> WORK ORDER:
Go to the line holding "This screenshot has" in the entries below and write out exactly every line down to and including the line holding "What do you see at coordinates (201, 13)".

> WORKING DATA:

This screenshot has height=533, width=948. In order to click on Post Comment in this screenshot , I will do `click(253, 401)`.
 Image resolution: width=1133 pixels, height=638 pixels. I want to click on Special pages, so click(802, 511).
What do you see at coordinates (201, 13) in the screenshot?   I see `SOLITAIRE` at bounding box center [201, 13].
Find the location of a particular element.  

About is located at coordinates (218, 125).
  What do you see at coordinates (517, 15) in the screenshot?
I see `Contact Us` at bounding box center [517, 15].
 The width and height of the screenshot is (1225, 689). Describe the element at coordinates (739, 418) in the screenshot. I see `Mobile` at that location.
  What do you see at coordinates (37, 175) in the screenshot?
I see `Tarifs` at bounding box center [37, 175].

--

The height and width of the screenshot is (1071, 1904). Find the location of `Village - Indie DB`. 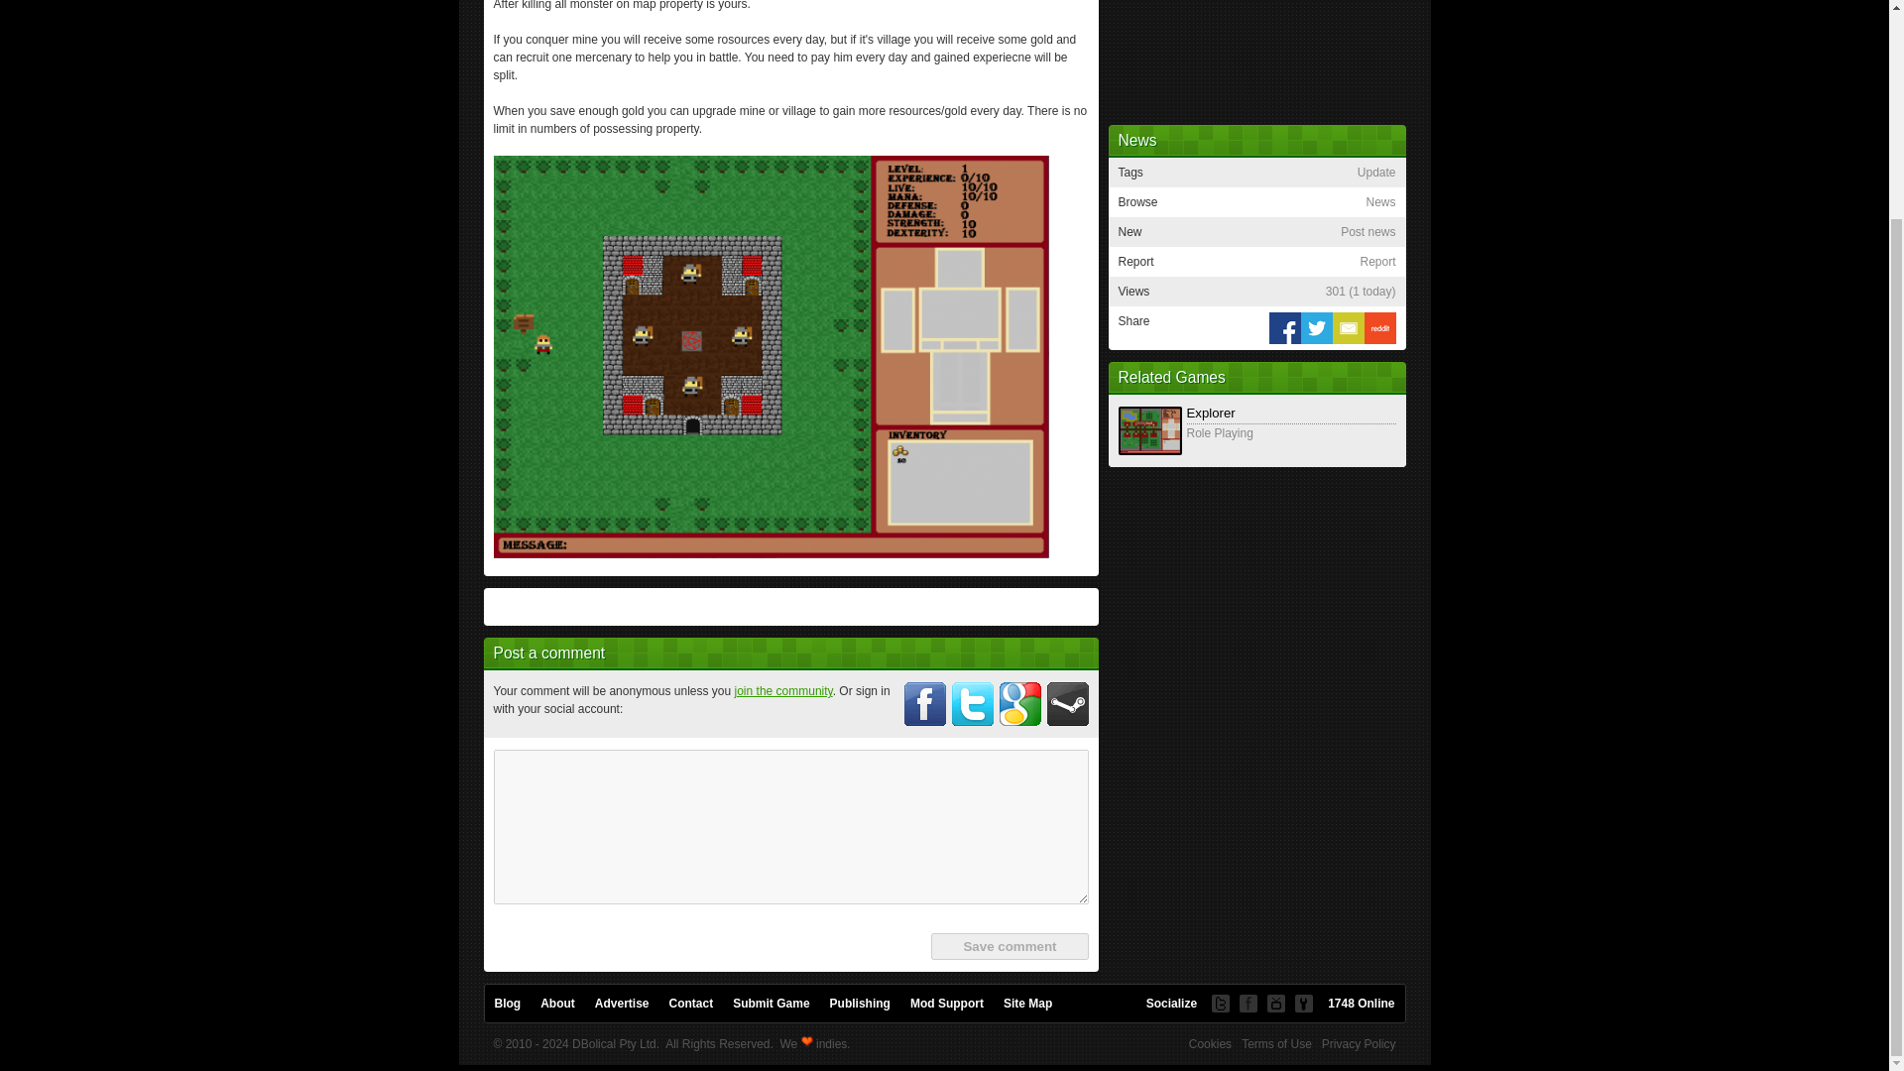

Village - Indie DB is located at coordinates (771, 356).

> RESULT FOR THIS TASK:
This screenshot has height=533, width=948. In order to click on Post Comment in this screenshot , I will do `click(253, 401)`.
 Image resolution: width=1133 pixels, height=638 pixels. I want to click on Special pages, so click(802, 511).
What do you see at coordinates (201, 13) in the screenshot?   I see `SOLITAIRE` at bounding box center [201, 13].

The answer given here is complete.